I had one question to ask the people at Information who referred me to Con Ops. When Con Ops thought Information had the badges I was looking for, there was no back and forth blaming. It was handled quickly and efficiently on the spot with a few phone calls and shortly thereafter I was picking my badges up at the information desk.
I LOVED the *Sing-along-Buffy*! They did a great job with it. It was interactive without being tedious (last year's pre-show of "Rocky Horror" seemed to go on forever. This one was bright and tight!)
The *Con Suite* was excellent, well-run by friendly people who were always on top of everything. I loved the Bagel Breakfast from the Writer's group.
*Gaming* was fun. Great atmosphere for newbie gamers.
The *Art Show* was quite good. I hope there was less theft than last year. Having an express elevator up there from time to time was good.
I like how you handled the dealers this year. The lack of one humming, energetic room was made up by a more intimate personal relationship with dealers cloistered in their individual 'cells'.
*Security* was discreet.
I didn't make it to the session in the pool but the very idea was BRILLIANT!
*Laura Anne Gilman* was a real delight. I can't wait to read her books now.
*Robert J. Sawyer* is a fantastic reader, engaging, funny and scary brilliant.

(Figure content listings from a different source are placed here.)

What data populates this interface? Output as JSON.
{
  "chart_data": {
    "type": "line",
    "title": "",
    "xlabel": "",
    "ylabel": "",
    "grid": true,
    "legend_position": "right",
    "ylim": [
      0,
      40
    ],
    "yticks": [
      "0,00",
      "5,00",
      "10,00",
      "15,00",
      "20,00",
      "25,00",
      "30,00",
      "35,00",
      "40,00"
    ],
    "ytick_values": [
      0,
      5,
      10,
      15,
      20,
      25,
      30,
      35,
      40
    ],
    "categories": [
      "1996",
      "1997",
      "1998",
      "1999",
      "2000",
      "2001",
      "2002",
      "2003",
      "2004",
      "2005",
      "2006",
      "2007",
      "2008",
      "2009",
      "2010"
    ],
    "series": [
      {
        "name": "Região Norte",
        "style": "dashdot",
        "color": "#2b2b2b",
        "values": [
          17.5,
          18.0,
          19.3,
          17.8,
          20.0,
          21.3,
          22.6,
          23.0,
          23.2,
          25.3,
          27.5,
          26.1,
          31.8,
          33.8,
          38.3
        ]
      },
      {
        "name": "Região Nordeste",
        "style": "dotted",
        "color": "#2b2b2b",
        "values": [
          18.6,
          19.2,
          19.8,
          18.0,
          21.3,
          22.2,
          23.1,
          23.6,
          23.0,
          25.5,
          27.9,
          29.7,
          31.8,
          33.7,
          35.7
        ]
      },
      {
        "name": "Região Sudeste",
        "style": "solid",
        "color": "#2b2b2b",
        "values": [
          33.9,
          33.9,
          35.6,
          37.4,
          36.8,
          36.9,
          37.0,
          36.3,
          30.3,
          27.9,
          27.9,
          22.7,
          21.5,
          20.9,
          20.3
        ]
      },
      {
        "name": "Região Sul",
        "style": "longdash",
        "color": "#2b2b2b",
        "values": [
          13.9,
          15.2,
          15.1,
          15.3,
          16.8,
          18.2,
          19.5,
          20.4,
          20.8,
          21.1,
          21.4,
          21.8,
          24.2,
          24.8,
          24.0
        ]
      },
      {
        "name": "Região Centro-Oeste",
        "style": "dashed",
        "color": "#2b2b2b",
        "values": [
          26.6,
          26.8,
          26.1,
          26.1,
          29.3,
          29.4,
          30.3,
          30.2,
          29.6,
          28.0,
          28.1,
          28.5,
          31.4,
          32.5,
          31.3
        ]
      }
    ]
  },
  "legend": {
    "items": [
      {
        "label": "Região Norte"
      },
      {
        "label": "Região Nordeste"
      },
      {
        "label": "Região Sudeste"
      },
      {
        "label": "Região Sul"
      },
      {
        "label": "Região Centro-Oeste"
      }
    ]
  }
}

I heard good things about *Dr Richard C Staats* and so I went to see him for myself. He was a great moderator and very entertaining though I suspect if I'd seen him as a panellist he'd have been even funnier. I left with great respect for his ability to move the panel along, control the flow of the discussion, include the audience and stay out of the way unless he was needed. Pro!
The Hyatt Hotel was clean and helpful and the staff seemed to be having a blast watching us having fun. Every hotel has issues, but all-in-all I think it is working pretty well now as a site.

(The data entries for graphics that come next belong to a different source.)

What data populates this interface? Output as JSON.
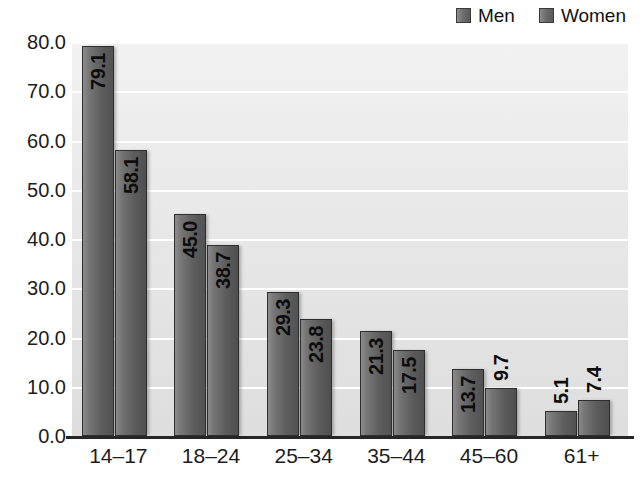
{
  "chart_data": {
    "type": "bar",
    "title": "",
    "subtitle": "",
    "xlabel": "",
    "ylabel": "",
    "grid": true,
    "legend_position": "top-right",
    "categories": [
      "14–17",
      "18–24",
      "25–34",
      "35–44",
      "45–60",
      "61+"
    ],
    "ylim": [
      0.0,
      80.0
    ],
    "ytick_labels": [
      "80.0",
      "70.0",
      "60.0",
      "50.0",
      "40.0",
      "30.0",
      "20.0",
      "10.0",
      "0.0"
    ],
    "ytick_values": [
      80.0,
      70.0,
      60.0,
      50.0,
      40.0,
      30.0,
      20.0,
      10.0,
      0.0
    ],
    "series": [
      {
        "name": "Men",
        "color": "#6e6e6e",
        "values": [
          79.1,
          45.0,
          29.3,
          21.3,
          13.7,
          5.1
        ],
        "labels": [
          "79.1",
          "45.0",
          "29.3",
          "21.3",
          "13.7",
          "5.1"
        ],
        "label_placement": [
          "inside",
          "inside",
          "inside",
          "inside",
          "inside",
          "outside"
        ]
      },
      {
        "name": "Women",
        "color": "#6a6a6a",
        "values": [
          58.1,
          38.7,
          23.8,
          17.5,
          9.7,
          7.4
        ],
        "labels": [
          "58.1",
          "38.7",
          "23.8",
          "17.5",
          "9.7",
          "7.4"
        ],
        "label_placement": [
          "inside",
          "inside",
          "inside",
          "inside",
          "outside",
          "outside"
        ]
      }
    ]
  },
  "legend": {
    "entries": [
      {
        "label": "Men",
        "swatch": "men-legend-swatch"
      },
      {
        "label": "Women",
        "swatch": "women-legend-swatch"
      }
    ]
  },
  "colors": {
    "plot_background": "#e9e9e9",
    "gridline": "#ffffff",
    "axis": "#262626",
    "text": "#1c1c1c",
    "bar_men": "#6e6e6e",
    "bar_women": "#6a6a6a"
  }
}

The *parties* were all managed very well. People checked ID's but weren't nasty about it. And they were very good about policing the no liquor outside the room rule without being obnoxious. Special nods to the deliciously mad women and men of Ziggurat Labs for two AMAZING parties (Pyjama and Science Fair).
That said...SMILE...the not-so good stuff...
1. I didn't feel you made the best use of the extra day. Instead it felt as though the usual three days were simply stretched over four.
2. The weekend seemed to have pacing problems. Friday was frantic with a blizzard of things to do. Saturday lurched from busy to barren. Sunday had even fewer bright spots and Monday...well...SHRUG. I never thought I could be bored at a con, but this year there were quite a few times I was.
3. Sunday night felt unfocused. Friday and Saturday each had dances and while Sunday had the formal dance, it wasn't a 'blow off steam' sort of fun dance. Sunday night didn't have a great common event to hold it together. Those 'center pole' events are necessary to pinch a con, where everyone is all over the place for much of the day, back together as one.
4. A lot of the panels were great, but panels which were unprepared drove me nuts. I left the "Iron Hack" frustrated because no one had bothered to figure out in advance how to actually pull off "write a piece of the story, and then hand it off to the next." without it being boring. It turned into something resembling a bad improv story exercise. Ditto the "Mad Scientist Laugh Contest", thought according to what I've read on-line it eventually got its act together and was hilarious. But the slow, messy start had me out of the room after fifteen minutes of lameness.
5. The DJ's laptop crapped out part-way through Saturday's Club dance. As a former DJ that just pissed me off. With I-pods as cheap as they are, there is no excuse not to have a backup with some long mixed sweeps ready to go just in case. Thank goodness for the Arisia crowd who started singing their own songs and dancing anyway.
6. I preferred the lay-out of the program last year. It seemed easier to follow the various tracks. May just be personal preference...
Last year I left Arisia for the eight and a half hour drive back to Canada counting the days until this year's Con. This time...I'm not sure whether or not I'll be back.